Internet banking security? It's "trivially vulnerable" against Zeus says researcher

In this latest incident, a Kansas car dealership lost $63,000 to the Zeus trojan, which apparently compromised the financial controller's Windows PC and created a fake payroll batch, siphoning funds from the dealership's account.

According to security researcher Brian Krebs, the thieves logged into the account within a matter of hours of a legitimate login, and "cased the joint a bit – checking the transaction history, account summary and balance – and then logged out."

They then waited until the next day to begin creating their own $63,000 payroll batch, by adding nine new 'employees' to the company's books.

"The employees added were in fact money mules, willing or unwitting individuals recruited through work-at-home job scams to help crooks launder stolen funds" says Krebs in his latest security blog, adding that the financial controller never received the confirmation email from the bank about the new batch, as the cybercriminals also had control over the controller's mailbox.

Krebs went on to say that, if a bank's system of authenticating a transaction depends solely on the customer's PC being infection-free, then that system is trivially vulnerable to compromise in the face of today's more stealthy banking trojans.

The former Washington Post security researcher goes on to say that this latest attack gets to the heart of why these e-banking thefts continue unabated at banks on a regular basis.

"An attacker who has compromised an account holder's PC can control every aspect of what the victim sees or does not see, because that bad guy can then intercept, delete, modify or re-route all communications to and from the infected PC", he says.

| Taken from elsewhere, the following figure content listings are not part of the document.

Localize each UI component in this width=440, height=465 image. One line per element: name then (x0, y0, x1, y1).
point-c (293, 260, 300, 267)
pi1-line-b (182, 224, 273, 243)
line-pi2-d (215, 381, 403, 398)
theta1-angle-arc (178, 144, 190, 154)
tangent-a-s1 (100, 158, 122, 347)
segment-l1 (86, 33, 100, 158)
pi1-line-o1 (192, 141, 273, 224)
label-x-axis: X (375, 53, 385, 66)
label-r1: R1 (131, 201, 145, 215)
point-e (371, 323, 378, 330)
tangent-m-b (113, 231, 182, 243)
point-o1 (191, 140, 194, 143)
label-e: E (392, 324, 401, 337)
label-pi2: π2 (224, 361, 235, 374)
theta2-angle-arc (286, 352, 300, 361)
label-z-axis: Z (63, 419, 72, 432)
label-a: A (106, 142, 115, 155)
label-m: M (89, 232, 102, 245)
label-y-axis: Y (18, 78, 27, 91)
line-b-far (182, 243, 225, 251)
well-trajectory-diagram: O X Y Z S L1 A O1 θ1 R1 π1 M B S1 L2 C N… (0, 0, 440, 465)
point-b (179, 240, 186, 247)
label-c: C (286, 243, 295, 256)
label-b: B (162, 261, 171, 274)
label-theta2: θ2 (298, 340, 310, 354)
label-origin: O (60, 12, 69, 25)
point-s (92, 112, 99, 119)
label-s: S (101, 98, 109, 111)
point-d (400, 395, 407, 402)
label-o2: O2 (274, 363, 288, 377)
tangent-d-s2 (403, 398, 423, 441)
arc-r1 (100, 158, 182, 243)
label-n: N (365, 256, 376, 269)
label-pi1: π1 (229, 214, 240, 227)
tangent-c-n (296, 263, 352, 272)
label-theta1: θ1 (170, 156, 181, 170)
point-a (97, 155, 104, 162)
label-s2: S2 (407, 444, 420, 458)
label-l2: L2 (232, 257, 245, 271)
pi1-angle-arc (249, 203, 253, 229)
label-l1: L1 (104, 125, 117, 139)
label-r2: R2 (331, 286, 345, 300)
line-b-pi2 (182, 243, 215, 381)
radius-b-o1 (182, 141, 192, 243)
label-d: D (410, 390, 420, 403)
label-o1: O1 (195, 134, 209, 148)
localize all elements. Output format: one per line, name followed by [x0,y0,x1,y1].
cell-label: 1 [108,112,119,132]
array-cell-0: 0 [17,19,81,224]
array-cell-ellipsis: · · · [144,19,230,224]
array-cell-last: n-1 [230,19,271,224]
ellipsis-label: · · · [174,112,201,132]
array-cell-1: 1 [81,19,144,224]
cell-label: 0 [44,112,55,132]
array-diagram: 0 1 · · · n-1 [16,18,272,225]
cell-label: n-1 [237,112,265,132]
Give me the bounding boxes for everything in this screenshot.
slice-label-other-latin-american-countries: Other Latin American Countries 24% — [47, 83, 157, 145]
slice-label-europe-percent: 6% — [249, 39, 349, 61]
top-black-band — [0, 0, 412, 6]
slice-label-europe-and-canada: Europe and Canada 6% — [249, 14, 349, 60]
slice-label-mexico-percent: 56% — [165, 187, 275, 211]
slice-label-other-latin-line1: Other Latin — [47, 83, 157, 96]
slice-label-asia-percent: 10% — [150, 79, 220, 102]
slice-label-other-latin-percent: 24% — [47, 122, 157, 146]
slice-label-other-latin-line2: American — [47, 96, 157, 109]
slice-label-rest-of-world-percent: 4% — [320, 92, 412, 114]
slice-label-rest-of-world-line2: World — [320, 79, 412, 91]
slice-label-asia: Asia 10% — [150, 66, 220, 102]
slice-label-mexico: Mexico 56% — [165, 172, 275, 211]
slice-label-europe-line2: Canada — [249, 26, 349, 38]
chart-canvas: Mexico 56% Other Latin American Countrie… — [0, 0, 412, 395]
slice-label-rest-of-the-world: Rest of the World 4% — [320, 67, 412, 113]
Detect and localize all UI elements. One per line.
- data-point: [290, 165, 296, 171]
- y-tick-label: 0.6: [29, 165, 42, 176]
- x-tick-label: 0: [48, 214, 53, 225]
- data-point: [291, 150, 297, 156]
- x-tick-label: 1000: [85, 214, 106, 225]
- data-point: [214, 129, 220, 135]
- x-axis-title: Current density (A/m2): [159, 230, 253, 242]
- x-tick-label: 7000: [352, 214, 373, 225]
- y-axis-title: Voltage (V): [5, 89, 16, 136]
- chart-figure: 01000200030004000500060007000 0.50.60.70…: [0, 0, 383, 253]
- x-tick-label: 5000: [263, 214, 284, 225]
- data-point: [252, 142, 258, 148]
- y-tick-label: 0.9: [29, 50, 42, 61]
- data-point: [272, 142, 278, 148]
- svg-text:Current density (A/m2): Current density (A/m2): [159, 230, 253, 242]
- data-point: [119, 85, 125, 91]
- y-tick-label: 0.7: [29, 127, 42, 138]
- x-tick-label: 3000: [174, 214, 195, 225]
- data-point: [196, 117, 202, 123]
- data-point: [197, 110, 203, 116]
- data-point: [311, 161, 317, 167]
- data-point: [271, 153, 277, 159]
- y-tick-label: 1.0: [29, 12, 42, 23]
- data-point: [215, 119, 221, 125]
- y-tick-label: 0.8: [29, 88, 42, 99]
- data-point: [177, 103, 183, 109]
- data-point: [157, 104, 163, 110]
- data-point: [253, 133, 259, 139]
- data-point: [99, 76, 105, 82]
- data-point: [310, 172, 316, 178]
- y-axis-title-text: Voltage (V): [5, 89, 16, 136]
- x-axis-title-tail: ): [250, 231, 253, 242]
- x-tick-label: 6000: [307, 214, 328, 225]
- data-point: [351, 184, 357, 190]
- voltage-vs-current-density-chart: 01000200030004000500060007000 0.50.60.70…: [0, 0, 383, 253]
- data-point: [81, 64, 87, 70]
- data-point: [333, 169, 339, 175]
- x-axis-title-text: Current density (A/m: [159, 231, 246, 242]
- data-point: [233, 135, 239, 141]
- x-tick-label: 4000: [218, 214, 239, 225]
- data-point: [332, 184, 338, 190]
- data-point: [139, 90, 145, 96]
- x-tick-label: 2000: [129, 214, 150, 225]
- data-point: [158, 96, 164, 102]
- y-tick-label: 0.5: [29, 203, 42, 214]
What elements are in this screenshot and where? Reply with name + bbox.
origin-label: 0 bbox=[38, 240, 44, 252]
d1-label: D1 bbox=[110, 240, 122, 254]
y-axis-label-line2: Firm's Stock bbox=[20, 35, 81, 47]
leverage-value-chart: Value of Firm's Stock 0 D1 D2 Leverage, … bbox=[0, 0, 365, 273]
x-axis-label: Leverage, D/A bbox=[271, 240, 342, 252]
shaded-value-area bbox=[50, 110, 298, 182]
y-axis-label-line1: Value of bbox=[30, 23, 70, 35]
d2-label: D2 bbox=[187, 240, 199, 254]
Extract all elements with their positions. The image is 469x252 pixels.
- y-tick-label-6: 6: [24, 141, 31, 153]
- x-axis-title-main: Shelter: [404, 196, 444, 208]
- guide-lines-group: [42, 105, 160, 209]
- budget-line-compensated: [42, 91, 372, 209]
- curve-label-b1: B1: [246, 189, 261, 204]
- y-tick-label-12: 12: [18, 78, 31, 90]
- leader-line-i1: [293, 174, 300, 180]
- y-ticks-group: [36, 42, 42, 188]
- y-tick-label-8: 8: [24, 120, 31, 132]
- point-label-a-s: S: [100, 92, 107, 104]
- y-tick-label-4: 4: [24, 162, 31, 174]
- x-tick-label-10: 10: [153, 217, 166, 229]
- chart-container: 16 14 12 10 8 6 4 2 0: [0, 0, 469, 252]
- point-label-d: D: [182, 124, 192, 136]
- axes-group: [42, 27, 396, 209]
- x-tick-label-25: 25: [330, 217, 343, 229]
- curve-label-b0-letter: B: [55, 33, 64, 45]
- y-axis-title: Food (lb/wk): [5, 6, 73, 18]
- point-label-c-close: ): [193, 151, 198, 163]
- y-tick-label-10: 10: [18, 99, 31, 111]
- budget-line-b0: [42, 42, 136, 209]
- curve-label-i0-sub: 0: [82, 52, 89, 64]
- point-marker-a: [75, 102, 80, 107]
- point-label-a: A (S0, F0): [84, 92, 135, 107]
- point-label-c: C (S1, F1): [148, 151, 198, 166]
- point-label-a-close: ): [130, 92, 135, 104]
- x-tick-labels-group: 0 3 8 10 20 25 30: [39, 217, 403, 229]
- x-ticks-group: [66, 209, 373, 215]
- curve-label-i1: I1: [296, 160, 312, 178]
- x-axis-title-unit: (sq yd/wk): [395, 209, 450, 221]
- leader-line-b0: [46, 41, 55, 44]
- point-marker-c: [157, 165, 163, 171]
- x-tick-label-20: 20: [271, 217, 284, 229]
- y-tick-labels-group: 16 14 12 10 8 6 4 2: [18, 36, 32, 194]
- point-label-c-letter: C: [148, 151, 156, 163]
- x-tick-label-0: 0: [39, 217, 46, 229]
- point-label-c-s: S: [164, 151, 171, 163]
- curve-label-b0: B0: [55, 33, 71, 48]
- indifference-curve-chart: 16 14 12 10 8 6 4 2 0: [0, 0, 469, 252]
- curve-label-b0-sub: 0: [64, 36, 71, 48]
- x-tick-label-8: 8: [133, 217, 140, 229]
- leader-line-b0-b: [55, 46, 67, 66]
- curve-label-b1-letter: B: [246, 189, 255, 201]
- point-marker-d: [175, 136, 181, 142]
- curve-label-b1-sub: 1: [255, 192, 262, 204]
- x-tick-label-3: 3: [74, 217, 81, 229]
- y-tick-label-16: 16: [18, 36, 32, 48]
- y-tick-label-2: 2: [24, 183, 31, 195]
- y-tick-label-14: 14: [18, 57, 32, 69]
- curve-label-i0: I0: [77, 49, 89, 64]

"If a bank's system of authenticating a transaction depends solely on the customer's PC being infection-free, then that system is trivially vulnerable to compromise in the face of today's more stealthy banking trojans", he adds.

Krebs concludes that banks often complain that commercial account takeover victims might have spotted thefts had the customer merely reconciled its accounts at day's end.

But, he says, several new malware strains allow attackers to manipulate the balance displayed when the victim logs in to his or her account.

The good news is that the bank moved swiftly to trace and recall the stolen funds and managed to haul back all but $22,000 of the car dealership's money.

In addition, the bank has now changed its security procedures, with emails to multiple accounts, and setting the bank transfer limits to the account to zero except on paydays, when the controller has to authorise the transaction from his home PC.

Krebs is critical of the enhanced security: "From where I sit, that's a ridiculous number of hoops to have to jump through to make a payroll every other week. Also, those changes don't address the root of the problem: They still succeed or fail based on an insecure mode of communication (email) that can be hijacked on the customer's end."

"What's more, these changes continue to push all of the security and authentication of the transaction out to the customer, which is always the weakest link", he noted.